Saturday 9 June 2012

Ethics - black, white or grey? - Episode 1

Mr. Swaminathan (urf. Swami), a seasoned HR professional joined KATRA Private Ltd.  (KPL) as Head – HR in Delhi in May 2005. This company was a world leader in Engineering & Technology, a $65b group globally with a $100m air conditioning business in India.  Prior to joining KPL, Swami had series of interviews with local and global leaders, visited the company website, and looked at its corporate values & ethical standards as stated on the websites. He was convinced he was joining a reputed MNC and was excited about his new journey.
As luck would have it, Swami left KPL in merely 7 months of joining. He was completely disgusted with what he considered were lack of ethical practices and mismatch of his personal values with those of KPL.
I would be narrating a series of 5 short stories describing some of Swami’s experiences and would look to hear your views on whether the issues in question were – black, white or grey from an ethical view point?
Episode No. 1
KPL in India was struggling to be profitable. On a $100m P&L, the company was making a mere $1 m in profits. Kulkarni joined as the new CEO (an Indian ex-pat from the parent company in US). He & Swami worked together to create an attractive Sales Incentive Plan to boost sales of Air conditioners in India. They came up with a strategy for both dealers & retailers. KPL had a tight C&B budget and no extra’s to pay in comp. raises. The formula arrived at was “profit share based incentive scheme”, in the form of variable pay as a substantial part of total compensation.  The variables for incentive payout were – sales volumes, margins, revenue collections on time & recovery against old bad debts.
This energized the entire sales force and the company grew 22% in sales for the first time and made healthy profits of $7.5 million (close to 700% increase over previous year). As the company revenues & profits leap frogged quarter over quarter, Kulkarni got a bit nervous about the “profit share based incentive scheme”. He suddenly started feeling that his sales force would get substantially benefited in terms of their sales incentive and started revising the targets upwards and making it more difficult for the sales force to earn the same incentive.
This peeved the Sales Director & the sales teams. They felt betrayed and raised the issue with Swami. Swami tried very hard to reason with Kulkarni, but Kulkarni (an ex-pat from US), felt cost of living in India was quite low and people will end up earning far higher incentive than what he believed, they deserve.  Swami argued that this was unfair as the incentives were looking attractive today because Kulkarni had not anticipated such fantastic turnaround by the sales team.  The sales team had out performed and it would be unfair to revise the incentive scheme downwards.
Kulkarni as the CEO of the business refused to heed to Swami’s advise and repeatedly tweaked the sales incentive scheme quarter on quarter to keep the payouts within what he considered was reasonable. Swami as the Head HR was the one required to communicate the changes to the scheme across the company and the people saw him as part & party to the decision.
Swami found himself in an ethical dilemma. He was finding it hard to sleep at night.
He walked up to Kulkarni one morning and shared his predicament. You are refusing to heed to my advice on not tweaking this incentive scheme each quarter. I am the one doing the internal communication as the HR leader. I am losing my personal & professional credibility with the people. 
Kulkarni said to him, “Swami, don’t be so emotional in business, be practical. There is nothing unethical about what we are doing. The sales force would have earned nothing if we did not create this incentive scheme. They are at least making some incentive. They should feel happy about it and so should you.
What do you as the readers think?
1.       Was Swami Naïve and seeing things as black or white?
2.       Was Kulkarni more pragmatic, who understood that ethics was about navigating in the grey?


▸ **What the task requires**
Locate the string "Онлайн" in the records below. Copy every line where it occurs.

= = = = = = =

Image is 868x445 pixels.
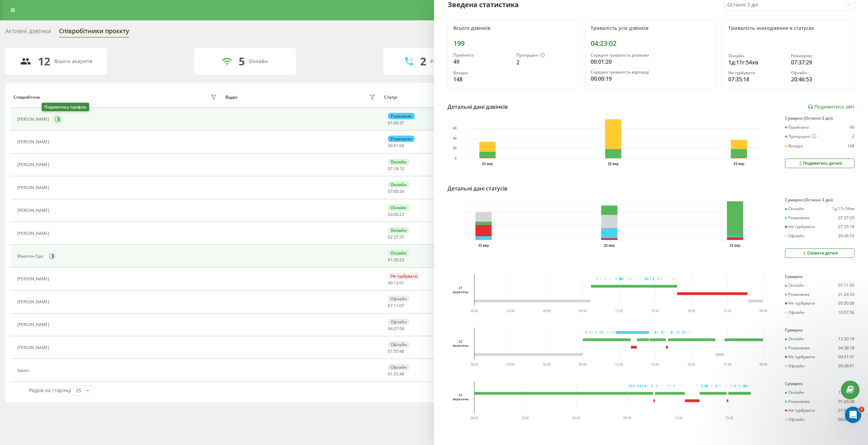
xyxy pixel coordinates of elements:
div: 04:23:02 [591,40,711,48]
div: вересень [453,290,468,293]
div: 25 [76,387,81,394]
text: 09:00 [579,309,587,313]
div: Сумарно [785,381,855,386]
span: 48 [400,348,404,354]
div: [PERSON_NAME] [18,140,51,144]
span: 03 [388,212,393,217]
text: 12:00 [615,309,624,313]
span: 37 [400,234,404,240]
span: 11 [394,303,398,308]
div: 01:03:29 [839,408,855,413]
div: 00:01:20 [591,58,711,66]
span: 07 [388,188,393,194]
span: Рядків на сторінці [29,387,71,394]
button: Сховати деталі [785,248,855,258]
span: 01 [388,371,393,377]
div: Не турбувати [785,354,815,359]
span: 02 [388,234,393,240]
span: 06 [394,212,398,217]
text: 06:00 [544,362,552,367]
div: Офлайн [785,310,805,315]
div: Офлайн [388,296,409,302]
div: Середня тривалість розмови [591,53,711,58]
div: Пропущені [785,134,817,139]
a: Подивитись звіт [808,104,855,110]
text: 40 [453,137,457,141]
div: Не турбувати [388,273,420,280]
div: : : [388,303,404,308]
div: Онлайн [785,390,804,394]
span: 00 [388,143,393,149]
div: Відділ [226,95,237,100]
div: Онлайн [388,250,409,256]
div: Статус [385,95,398,100]
span: 00 [394,120,398,126]
text: 00:00 [471,362,479,367]
div: Тривалість усіх дзвінків [591,26,711,31]
div: 04:38:18 [839,345,855,351]
div: Середня тривалість відповіді [591,70,711,75]
button: Подивитись деталі [785,159,855,168]
text: 21:00 [724,309,732,313]
div: 15:11:56 [839,390,855,394]
div: 07:11:56 [839,283,855,288]
div: : : [388,166,404,171]
div: 199 [453,40,574,48]
div: Подивитись деталі [798,160,842,166]
text: 22 вер [604,244,615,247]
div: : : [388,235,404,239]
span: 2 [859,407,864,412]
span: 24 [400,188,404,194]
div: Прийнято [785,125,809,130]
text: 21 вер [482,162,493,165]
div: 49 [453,58,511,66]
div: Офлайн [388,341,409,348]
span: 01 [388,348,393,354]
span: 00 [388,280,393,285]
div: 49 [850,125,855,130]
text: 15:00 [727,416,735,420]
div: Не турбувати [785,225,815,229]
div: 07:35:18 [729,75,786,83]
text: 23 вер [734,162,745,165]
div: Онлайн [785,283,804,288]
text: 22 вер [608,162,619,165]
div: Онлайн [388,159,409,165]
div: 07:37:29 [791,59,849,67]
div: Активні дзвінки [5,28,51,38]
div: Вихідні [453,70,511,75]
div: Пропущені [516,53,574,59]
span: 27 [394,234,398,240]
text: 03:00 [507,309,515,313]
div: Онлайн [249,59,268,64]
span: 04 [400,143,404,149]
div: 00:00:19 [591,75,711,83]
div: Офлайн [388,318,409,325]
div: : : [388,372,404,376]
div: Онлайн [729,53,786,59]
text: 15:00 [652,362,660,367]
span: 07 [400,303,404,308]
div: Розмовляє [388,113,415,119]
div: Розмовляє [388,135,415,142]
div: Вихідні [785,143,804,149]
span: 07 [388,165,393,171]
div: : : [388,258,404,262]
span: 01 [388,120,393,126]
div: : : [388,212,404,217]
text: 20 [453,147,457,151]
div: Адмін [18,368,31,373]
div: 148 [453,75,511,83]
div: [PERSON_NAME] [18,231,51,236]
div: 20:46:53 [839,233,855,239]
span: 10 [400,165,404,171]
div: [PERSON_NAME] [18,185,51,190]
div: Офлайн [791,70,849,75]
iframe: Intercom live chat [845,407,861,423]
div: Офлайн [785,364,805,368]
span: 01 [400,280,404,285]
div: Розмовляє [785,400,810,404]
text: 18:00 [689,362,697,367]
text: 06:00 [544,309,552,313]
text: 12:00 [675,416,683,420]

= = = = = = =

▸ **Finished task**
div: Онлайн [785,390,804,394]
div: Онлайн [388,250,409,256]
div: Онлайн [785,283,804,288]
div: Онлайн [388,159,409,165]
div: Онлайн [249,59,268,64]
div: Онлайн [729,53,786,59]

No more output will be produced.